The estate is quiet around me. Somewhere upstairs, Nina is writing. She’s always writing at this hour, the private document she has been building for weeks, the one that is not for her editor, not for Reeves, and not for anyone.

I have not looked at it. I’ve had a hundred opportunities to look at it, and I have not, which is either discipline or something else that I’m not going to examine too closely tonight.

At dinner, she comes to the table with her laptop, a glass of wine, and the particular focused expression she gets when something in her work is moving but hasn’t landed yet.

I pour mine and sit.

“Baltic private equity structures,” she says, not looking up. “Specifically, how clean money and dirty money share the same vehicles without either side needing to acknowledge the other.” She scrolls something. “It’s elegant, actually. If you don’t look at it too hard.”

I look at her across the table.

“What,” she says.

“Nothing.”

She looks up. Studies me for a second. Goes back to the screen.

We eat. The dinner is quiet in the way our dinners have been lately, not empty, not performed.

She tells me the piece is fighting her in the middle section, that the sourcing is clean, but the structure keeps collapsing around it.

I ask her where it collapses. She tells me.

I ask one question about the sequencing, and she puts her fork down and looks at me.

“How do you know that?” she asks.

“I’ve read enough financial disclosures to know where the architecture breaks.”

She looks at me for another second. Then she picks her fork back up. “The middle needs a bridge,” she says. “Not more sourcing. Just a line that earns the turn.”

“Yes.”

She closes the laptop. Opens a second bottle. Stays at the table past when she usually goes upstairs.

At ten, she takes her wine and goes up.

I sit at the empty table and think about the briefing Rico gave me this morning, the intelligence about what the faction wants from her, the things they know about her movements that they should not know.

I think about how she just sat across from me for two hours talking about financial structures and didn’t know she is the most exposed variable in everything I’m currently managing.

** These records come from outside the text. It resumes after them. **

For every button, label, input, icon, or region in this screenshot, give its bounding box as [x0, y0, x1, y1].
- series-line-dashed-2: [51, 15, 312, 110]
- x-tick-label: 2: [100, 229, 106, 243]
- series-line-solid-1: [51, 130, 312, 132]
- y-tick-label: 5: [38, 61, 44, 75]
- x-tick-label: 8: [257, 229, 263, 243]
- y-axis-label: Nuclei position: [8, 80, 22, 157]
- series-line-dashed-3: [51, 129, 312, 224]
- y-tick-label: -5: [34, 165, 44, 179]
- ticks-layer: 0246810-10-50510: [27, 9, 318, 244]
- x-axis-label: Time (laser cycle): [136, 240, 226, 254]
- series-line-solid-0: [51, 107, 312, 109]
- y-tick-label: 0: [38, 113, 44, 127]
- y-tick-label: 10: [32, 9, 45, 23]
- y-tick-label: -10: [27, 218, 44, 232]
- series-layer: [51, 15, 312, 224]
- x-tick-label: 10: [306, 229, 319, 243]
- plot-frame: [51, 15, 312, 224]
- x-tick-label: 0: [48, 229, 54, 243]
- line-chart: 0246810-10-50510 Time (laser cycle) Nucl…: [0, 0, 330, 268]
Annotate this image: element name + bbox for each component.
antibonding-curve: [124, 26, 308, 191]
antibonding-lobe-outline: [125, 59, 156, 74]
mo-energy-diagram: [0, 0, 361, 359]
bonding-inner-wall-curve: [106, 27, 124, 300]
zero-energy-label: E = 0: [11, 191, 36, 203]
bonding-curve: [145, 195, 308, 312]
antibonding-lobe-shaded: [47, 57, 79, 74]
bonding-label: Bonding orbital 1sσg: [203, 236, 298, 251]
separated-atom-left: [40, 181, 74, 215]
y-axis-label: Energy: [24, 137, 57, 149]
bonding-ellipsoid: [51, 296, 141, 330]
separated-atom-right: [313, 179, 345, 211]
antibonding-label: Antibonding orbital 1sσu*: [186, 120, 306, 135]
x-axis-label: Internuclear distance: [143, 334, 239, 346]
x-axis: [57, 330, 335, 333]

I stay at the table for a moment and then go to my study.

Rico’s message comes in at ten fifteen.

Timeline moved up. Intelligence puts the hit at two weeks, possibly less. They’re ready to move.

I read it twice.

Then I put the phone down, look at the wall, and think about Nina upstairs with ink on her hand, two new men in the tree line, and a folder with her name on every page.

Two weeks.

I pick up the phone and call Rico back.

“Get everyone in,” I say. “Tomorrow morning. Six o’clock.”

“All of them?”

“All of them,” I say. “We’re done waiting.”